- EXERCISE AIM -
Beginning with the line that holds "Locate an element" and ending with the last line below, repeat each line exactly, leaving any pictures out.
■ ■ ■ ■ ■ ■ ■
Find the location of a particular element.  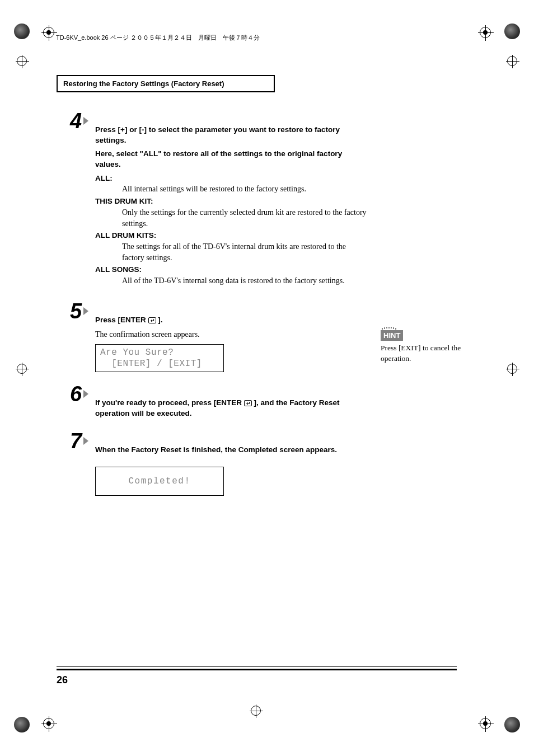

option-this-desc: Only the settings for the currently sele… is located at coordinates (246, 218).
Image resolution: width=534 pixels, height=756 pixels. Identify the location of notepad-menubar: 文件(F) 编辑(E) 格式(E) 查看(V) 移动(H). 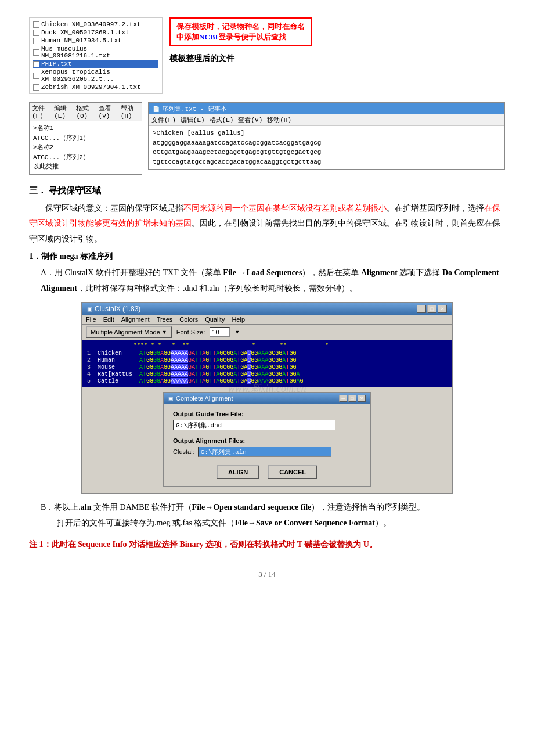
(326, 120).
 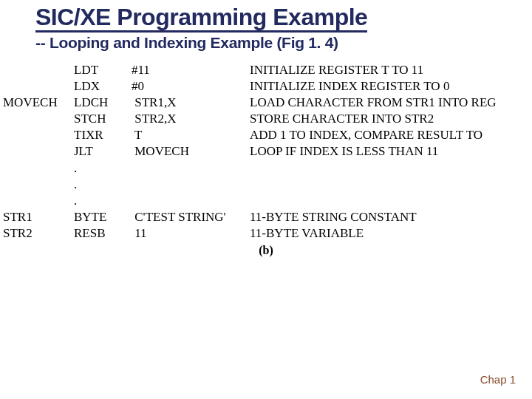 I want to click on code-operand: 11, so click(x=191, y=233).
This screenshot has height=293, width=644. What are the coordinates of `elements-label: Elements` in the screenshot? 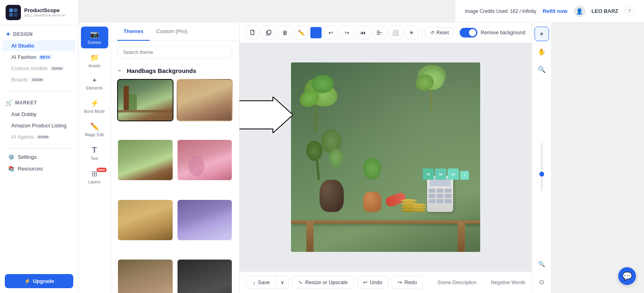 It's located at (95, 88).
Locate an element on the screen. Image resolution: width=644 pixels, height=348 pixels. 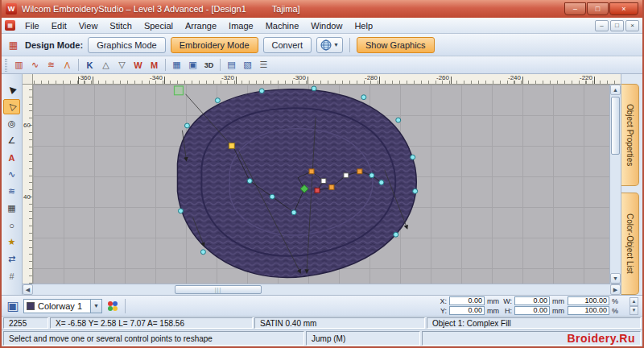
menu-help: Help is located at coordinates (364, 26).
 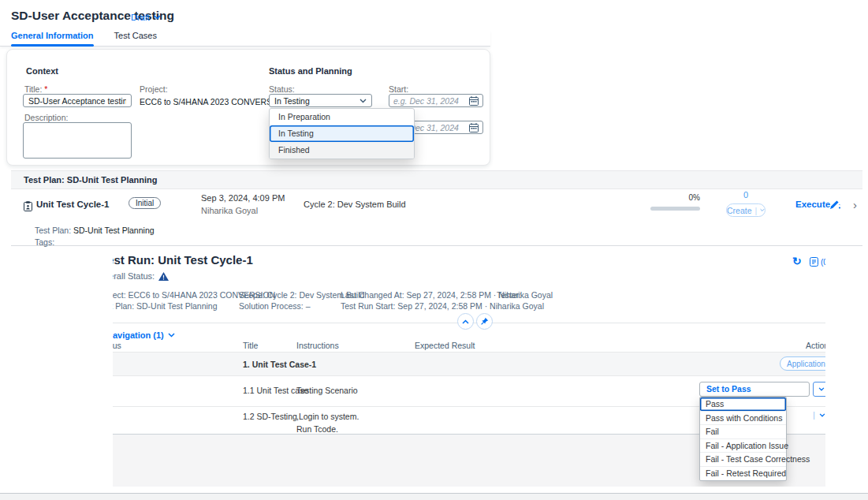 I want to click on column-header-status: Status, so click(x=117, y=345).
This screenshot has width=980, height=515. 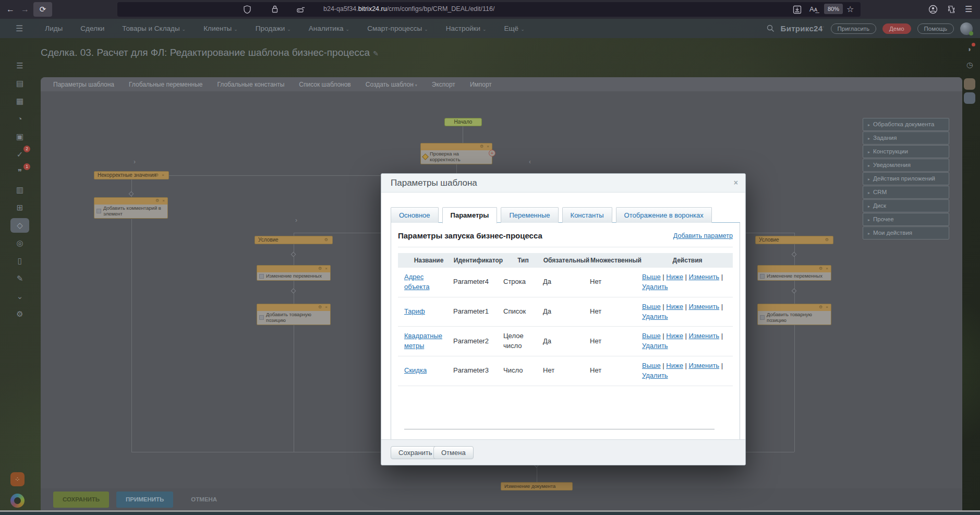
■ ■ ■ ■ ■ ■ ■
- ANSWER TO THIS EXERCISE -
Locate an element on the screen. Image resolution: width=644 pixels, height=348 pixels. 
menu-help: Help is located at coordinates (364, 26).
  I want to click on column-header-status: Status, so click(x=117, y=345).
This screenshot has width=980, height=515. 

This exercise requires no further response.